It gives some file names as output, some token etc but max useless and ends in an error. I want to study what is it??? And header file for ReadProcessMemory()???
Thanks again.
Last edited on Jun 30, 2009 at 4:28am
Jun 30, 2009 at 12:23pm
ptr points to a single byte of allocated memory. The first time through your for() loop you print out this byte. Subsequent times through ptr points to possibly unallocated memory and therefore crashes.
Jun 30, 2009 at 1:23pm
Yes it should crash. But processes other than this program store some data in the memory. Does ptr point to that when the loop iterates 2nd time and so on. I think "yes". If yes than can i read that effectively or all this discussion is meaningless???

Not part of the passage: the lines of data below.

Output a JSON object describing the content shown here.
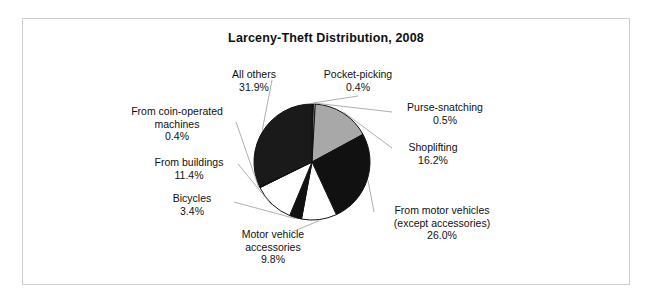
{
  "frame": {
    "border_color": "#cfcfcf"
  },
  "chart_data": {
    "type": "pie",
    "title": "Larceny-Theft Distribution, 2008",
    "xlabel": "",
    "ylabel": "",
    "legend_position": "none",
    "grid": false,
    "start_angle_deg": 0,
    "direction": "clockwise",
    "categories": [
      "Pocket-picking",
      "Purse-snatching",
      "Shoplifting",
      "From motor vehicles (except accessories)",
      "Motor vehicle accessories",
      "Bicycles",
      "From buildings",
      "From coin-operated machines",
      "All others"
    ],
    "values": [
      0.4,
      0.5,
      16.2,
      26.0,
      9.8,
      3.4,
      11.4,
      0.4,
      31.9
    ],
    "value_labels": [
      "0.4%",
      "0.5%",
      "16.2%",
      "26.0%",
      "9.8%",
      "3.4%",
      "11.4%",
      "0.4%",
      "31.9%"
    ],
    "colors": [
      "#111111",
      "#ffffff",
      "#a8a8a8",
      "#111111",
      "#ffffff",
      "#111111",
      "#ffffff",
      "#111111",
      "#1a1a1a"
    ],
    "units": "percent",
    "slice_edge_color": "#111111"
  },
  "labels": [
    {
      "name": "all-others",
      "lines": [
        "All others",
        "31.9%"
      ],
      "category": "All others",
      "value_label": "31.9%"
    },
    {
      "name": "pocket-picking",
      "lines": [
        "Pocket-picking",
        "0.4%"
      ],
      "category": "Pocket-picking",
      "value_label": "0.4%"
    },
    {
      "name": "purse-snatching",
      "lines": [
        "Purse-snatching",
        "0.5%"
      ],
      "category": "Purse-snatching",
      "value_label": "0.5%"
    },
    {
      "name": "shoplifting",
      "lines": [
        "Shoplifting",
        "16.2%"
      ],
      "category": "Shoplifting",
      "value_label": "16.2%"
    },
    {
      "name": "from-motor-vehicles",
      "lines": [
        "From motor vehicles",
        "(except accessories)",
        "26.0%"
      ],
      "category": "From motor vehicles (except accessories)",
      "value_label": "26.0%"
    },
    {
      "name": "motor-vehicle-accessories",
      "lines": [
        "Motor vehicle",
        "accessories",
        "9.8%"
      ],
      "category": "Motor vehicle accessories",
      "value_label": "9.8%"
    },
    {
      "name": "bicycles",
      "lines": [
        "Bicycles",
        "3.4%"
      ],
      "category": "Bicycles",
      "value_label": "3.4%"
    },
    {
      "name": "from-buildings",
      "lines": [
        "From buildings",
        "11.4%"
      ],
      "category": "From buildings",
      "value_label": "11.4%"
    },
    {
      "name": "from-coin-operated-machines",
      "lines": [
        "From coin-operated",
        "machines",
        "0.4%"
      ],
      "category": "From coin-operated machines",
      "value_label": "0.4%"
    }
  ]
}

Last edited on Jun 30, 2009 at 1:25pm
Jun 30, 2009 at 2:03pm
You're venturing into the terrain of system-dependent behavior. There is no guarantee that the OS will let you do that and, in all likeliness, it won't let you and will instead crash the program. I'm fairly sure that no OS advanced enough to have virtual memory will let you do that.
Take a look at ReadProcessMemory(), but as its name suggests, it will only let you read another process' memory. It still won't let you read memory at random.

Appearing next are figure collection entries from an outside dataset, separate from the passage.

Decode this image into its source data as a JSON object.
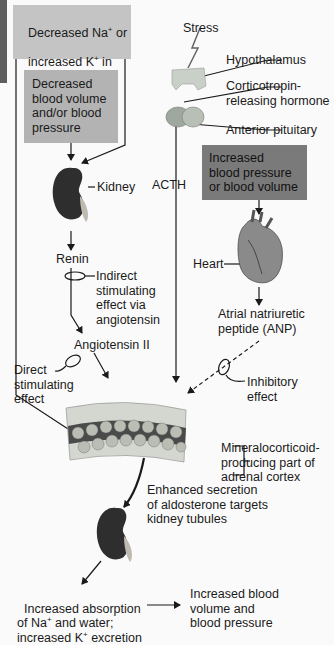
{
  "colors": {
    "box_light": "#c4c4c4",
    "box_mid": "#b3b3b3",
    "box_dark": "#7a7a7a",
    "left_strip": "#5e5e5e",
    "line": "#1a1a1a"
  },
  "boxes": {
    "sodium_potassium": {
      "line1": "Decreased Na",
      "sup1": "+",
      "line1b": " or",
      "line2": "increased K",
      "sup2": "+",
      "line2b": " in",
      "line3": "blood"
    },
    "blood_volume": {
      "text": "Decreased\nblood volume\nand/or blood\npressure"
    },
    "increased_bp": {
      "text": "Increased\nblood pressure\nor blood volume"
    }
  },
  "labels": {
    "stress": "Stress",
    "hypothalamus": "Hypothalamus",
    "crh": "Corticotropin-\nreleasing hormone",
    "anterior_pituitary": "Anterior pituitary",
    "acth": "ACTH",
    "kidney": "Kidney",
    "heart": "Heart",
    "renin": "Renin",
    "indirect_effect": "Indirect\nstimulating\neffect via\nangiotensin",
    "angiotensin_ii": "Angiotensin II",
    "anp": "Atrial natriuretic\npeptide (ANP)",
    "direct_effect": "Direct\nstimulating\neffect",
    "inhibitory_effect": "Inhibitory\neffect",
    "adrenal_cortex": "Mineralocorticoid-\nproducing part of\nadrenal cortex",
    "aldosterone": "Enhanced secretion\nof aldosterone targets\nkidney tubules",
    "absorption": {
      "line1": "Increased absorption",
      "line2a": "of Na",
      "sup2": "+",
      "line2b": " and water;",
      "line3a": "increased K",
      "sup3": "+",
      "line3b": " excretion"
    },
    "result": "Increased blood\nvolume and\nblood pressure"
  }
}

The only program I've seen capable of doing that is SoftICE, a kernel-level debugger. It's been a long time, but IIRC, it used a kernel driver to directly access memory.
There's really no point is doing it other than systems programming (kernel and driver programming).
Jul 4, 2009 at 3:46am
And the header file for ReadProcessMemory is in windows.h, possibly winbase.h; just check on MSDN.

There's really no point is doing it other than systems programming (kernel and driver programming).